Nepal festivities ring hollow for families mourning dead protesters

KATHMANDU (Reuters) -Amid the lights, kite-flying and gatherings to celebrate Nepal’s 15-day festival of Dashain this year, the homes of families such as the Chaulagains are shrouded in grief for their son, killed in the country’s worst civil unrest in recent memory.

“Dashain is supposed to be filled with happiness, but this year I only feel sadness,” said 53-year-old Ganesh Prasad Chaulagain, who lost his son, Shreeyam, 18, in the political turmoil that convulsed the Himalayan nation last month.

He was speaking in the echoing silence of the family’s home in Kathmandu, the capital, as music and the scent of festival feasts filled the surrounding streets.

The high school student was shot in the head on September 8 near parliament after he joined in a peaceful anti-graft protest that spiralled into a two-day episode of violence.

Nepal is slowly emerging from violence triggered by its so-called Gen-Z protests by young people enraged at a lack of jobs and perceived political indifference that killed 74 and ushered in a new interim government.

Reuters has reported that at least 33 of the demonstrators killed in the anti-graft protests were hit by “live bullets” fired from “high-velocity firearms”.

Like many in mountainous Nepal, the Chaulagains lived on a slender monthly household income, in their case less than $200.

But they ensured Shreeyam received an education, setting their sights on his finding a job overseas, perhaps in a country such as Germany, to ease their financial burden in coming years.

The median age in Nepal is about 25 years, but a lack of jobs has forced nearly a third of its young people to leave home in search of a livelihood that ensures economic security.

Matters have not been made easier by Nepal’s unstable politics, with 14 changes of government in less than two decades.

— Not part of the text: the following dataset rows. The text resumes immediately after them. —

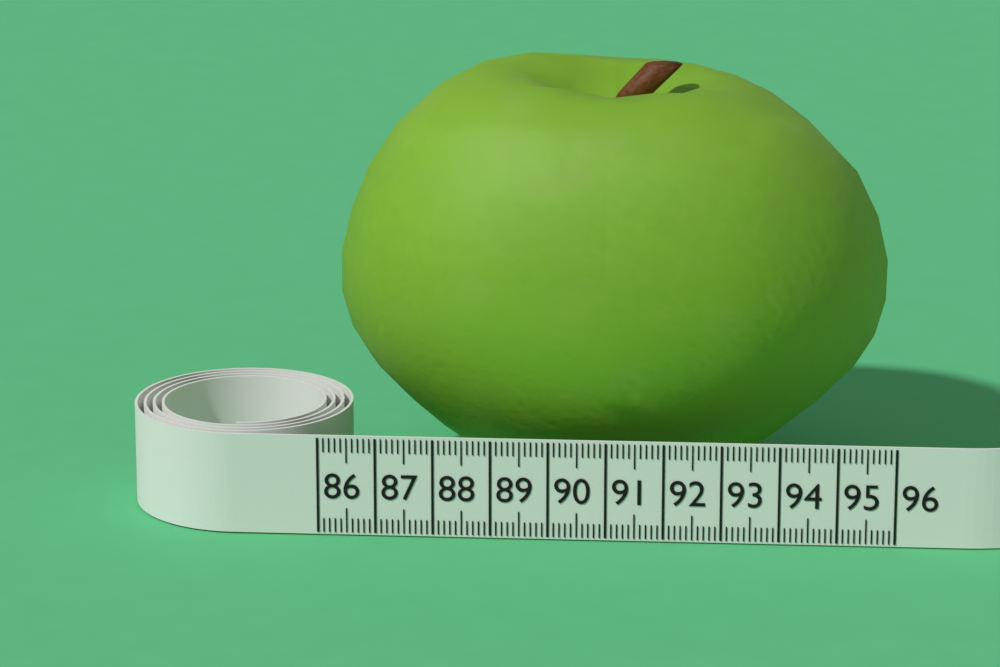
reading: 95.9 (no unit)
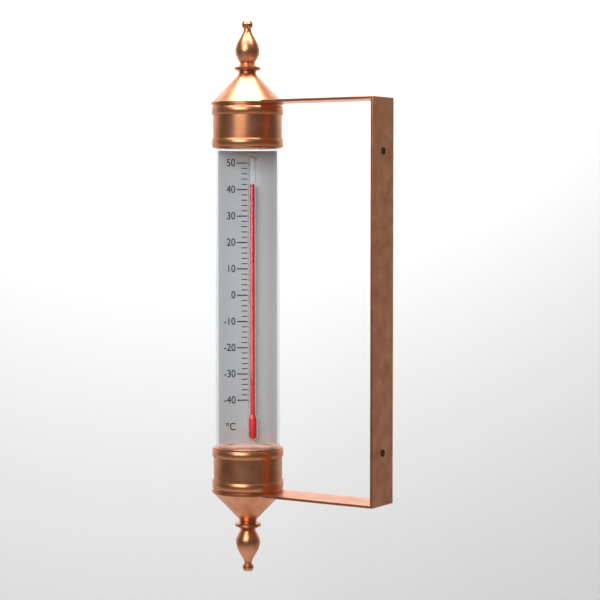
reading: 42 °C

After the protests, 73-year-old former chief justice Sushila Karki was appointed as interim prime minister to prepare for elections set for March 5, but experts say the task is challenging.

Now the Chaulagains, and the relatives of others killed in the protests, are demanding regular economic support from the government, rather than just a one-time compensation payment.

“Ritually, we can’t celebrate this year, but even in the coming years, Dashain will never be the same for us,” said the father of the dead Shreeyam.